Why it’s good to share a wife. A Kenyan example of getting on?

RASHMEE ROSHAN LALL August 26, 2013

Kenya-2A timeless (some might say timeworn) image of Kenya. There’s harmony in the whole. It all appears in keeping with harambee, the Kenyan tradition of everyone pulling together. Harambee, a Swahili word, is important to Kenya. It’s the country’s motto and appears on its coat of arms.

There’s a decided flavour of harambee in today’s extraordinary news from Kenya, which has two men agreeing to “marry” the same woman and peaceably get on with the business of living and loving.

Their paramour, a widow with two children, had affairs with both men for more than four years. She apparently found it hard to choose between them. So much so that her beaux –  Sylvester Mwendwa and Elijah Kimani – drew up a written agreement for each to “marry” her, live with her according to a strict rota and help raise any children she bears.

Polygyny is legal in Kenya but polyandry is not (even though it is not explicitly forbidden).

In fact, polyandry is a relatively rare custom anywhere, both in man and beast. It’s observed mostly among field crickets, frogs, polecats, tortoises, certain kinds of mole rats, honey bees, marmosets, bandicoots, whales, jacanas, dunnocks and pipefish. It is found in certain Himalayan societies, including in parts of Tibet, Nepal, Bhutan and Ladakh.

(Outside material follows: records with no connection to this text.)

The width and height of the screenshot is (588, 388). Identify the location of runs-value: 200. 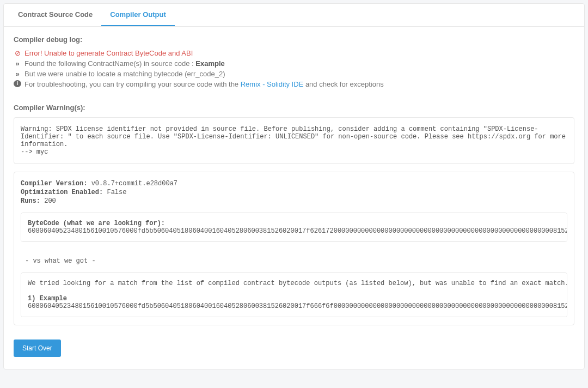
(50, 201).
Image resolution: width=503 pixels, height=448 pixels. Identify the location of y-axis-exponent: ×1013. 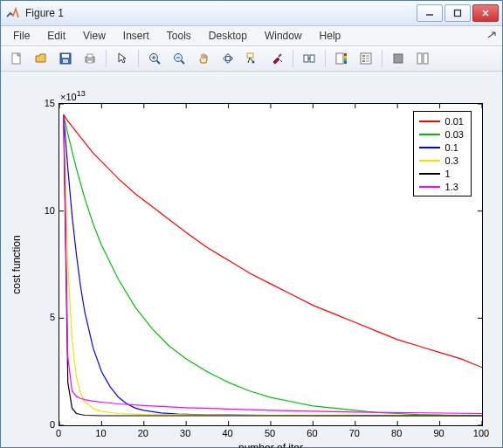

It is also found in a patchy fashion in parts of Nigeria, some Polynesian societies, some parts of the Yunnan and Sichuan regions and among the Maasai.

Draupadi and the Pandavas

Draupadi and the Pandavas

One of the most famous examples of polyandry comes from the Hindu epic, the Mahabharat, in which Draupadi is married to five half-brothers.

But it continues to arouse consternation except as a concept of economic conservation  (of family land and wealth) and in societies marked by high male mortality or male absenteeism.

The news from Kenya, however, suggests it might be a way to live happily ever after – even if not exclusively with each other.